Solar flares may cause power outages, radio signal interference

The parent planet, Earth, has been blasted by a powerful, sun-directed solar storm that could interfere with electrical and communication systems, aviation and the display of Halloween night.

The solar flare, the largest in a year and one of the most powerful solar eruptions in over five years, was directed directly at Earth. Earth was roughly one million miles from the path of the flare at the time, according to NASA.

Power outages from the flare and related radiation could pose a risk to power grids and communications, government agencies have warned.

Impact on humans

Earth has had to endure multiple instances of dangerous solar eruptions in the past, and sometimes astronauts on the International Space Station have had to contend with adverse effects.

“For geomagnetic storms, the chief threat is weaker solar plasma (meaning not the filament itself),” Alan Title, a physicist at the National Oceanic and Atmospheric Administration’s Space Weather Prediction Center, told CNN in 2016.

“The weaker particles in solar plasma are most hazardous for electronics,” he said. “The flares and coronal mass ejections (from sunspots) typically interfere with GPS, communications, navigation, power, video broadcast and other satellites in low earth orbit.”

The US National Weather Service issued a geomagnetic storm watch for a strong geomagnetic storm on Monday.

A “wide swath of the planet is forecast to experience 1-3 times solar storm strength,” the NWS said.

The storms caused by solar flares are known as geomagnetic storms, and can also disrupt radio signals and power grids. However, they typically don’t pose a threat to humans, according to a NOAA report.

Comet’s collision

Several scientists have speculated that the solar flare originated in the sun’s corona or outer atmosphere, and the announcement did not clarify the origin of the flare.

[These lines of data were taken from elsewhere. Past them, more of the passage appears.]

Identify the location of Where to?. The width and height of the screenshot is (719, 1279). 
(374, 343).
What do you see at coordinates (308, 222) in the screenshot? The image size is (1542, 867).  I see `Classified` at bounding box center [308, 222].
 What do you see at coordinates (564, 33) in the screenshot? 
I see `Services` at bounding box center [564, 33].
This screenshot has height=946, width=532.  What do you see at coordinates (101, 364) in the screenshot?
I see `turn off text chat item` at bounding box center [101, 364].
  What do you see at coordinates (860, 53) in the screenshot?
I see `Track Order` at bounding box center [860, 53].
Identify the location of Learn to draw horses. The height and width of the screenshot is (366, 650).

North America on October 31 would be well placed to feel the brunt of the storm as space weather is known to influence the trajectory of comets that come within a few days of Earth.

Discovery of this flare was made available by NASA’s Goddard Space Flight Center in Greenbelt, Maryland, on its Active Region Tracker.

This guide provides updates on four Active Regions (ARs) in the sun’s visible and in the northern polar regions, according to the National Oceanic and Atmospheric Administration’s Space Weather Prediction Center, and provides images of “an intense coronal mass ejection currently erupting from one of these Active Regions.”

The highest power, category G2, is the strongest type of solar storm and more intense than any forecast for October 31.

G2 solar storms tend to significantly affect satellites and people on Earth, according to NASA. Those aiming for the northern hemisphere will likely experience a day with a sustained aurora borealis or northern lights, the agency said.

Additional ARs also appear on weekly rankings of solar radiation storms.